[CHAPTER XXV]
FIGHTING FOR THE LEAD
Joe chuckled to himself the next day, as he read the highly-colored stories in the papers bearing on the happening at the Park. The leopard had escaped while it was being transferred from one cage to another, and had afterward been found dead with a broken neck in a side path of the Park. There was a good deal of speculation as to how it had been killed, but apart from the fact that it had been due to a blow nothing was positively known. It was confidently predicted, however, that the whole truth would be uncovered in a day or two.
“Not unless I talk in my sleep, it won’t,” decided Joe.
He had no liking for notoriety, but it was chiefly on Mabel’s account that he kept silent. He knew how deeply she would dread having her name appear in print. She was one of those who believed that a woman’s name should appear in the papers only three times—when she was born, when she married and when she died. And Joe agreed with her. It was astonishing how he was growing to agree with her on everything.
The week of Mabel’s stay passed all too quickly. Joe grudged every hour of it. They went about everywhere when his duties permitted, and he had the satisfaction of winning a game under her approving eyes. When at last he saw her on the train for Goldsboro, she had promised to come to New York to see the wind-up of the season at the Polo Grounds.
“I’m looking for you to win the pennant and get into the World’s Series,” she said at parting. “You won’t disappoint me, will you?”
“We’ve simply got to win it,” he replied. “I need that World’s Series money badly. Why if I had that I could——”
But Reggie blundered along just then, and Joe could not tell what he wanted to do with the money. But perhaps Mabel guessed.

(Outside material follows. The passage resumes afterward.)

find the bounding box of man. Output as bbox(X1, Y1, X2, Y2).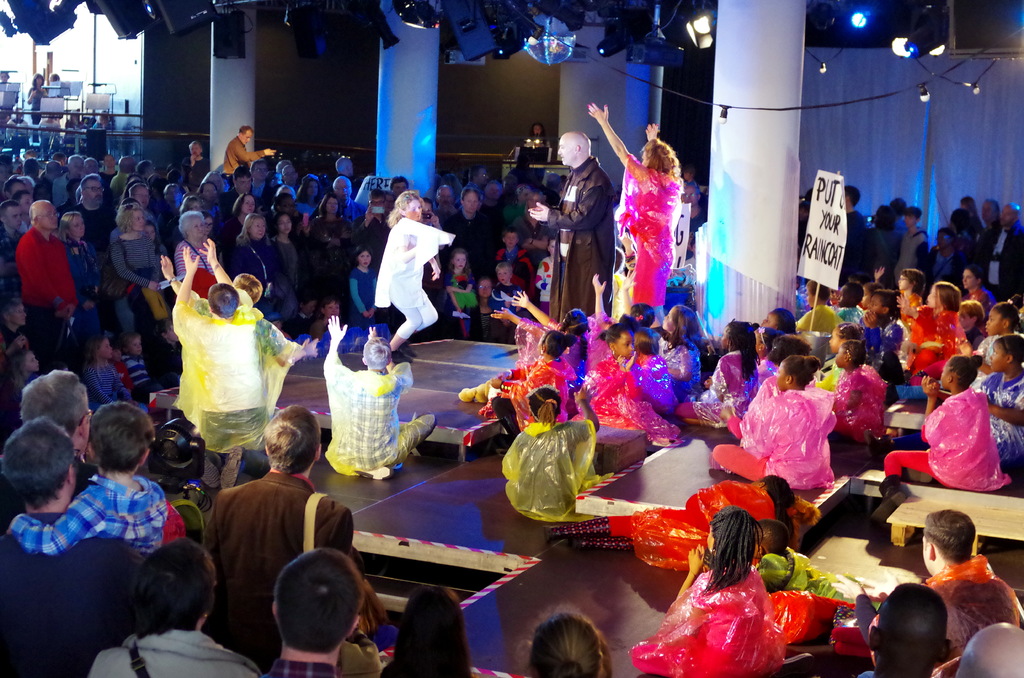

The baseball campaign was waxing hotter and hotter. The teams were so close together that, as they say of racing horses, “one blanket would have covered them.” So far, it was anybody’s race. In the East, Brooklyn was making a great spurt and had drawn up close to the front. Chicago was showing the way to the Western teams, but St. Louis was crowding close at her heels. It was a ding-dong, slam-bang race, with first one and then the other showing in front, and the whole baseball public was in a state of feverish excitement. Great crowds gathered around the bulletin boards in every large city. All agreed that it was the most even race in years. Huge throngs filled the playing grounds and the game was on the topmost wave of prosperity.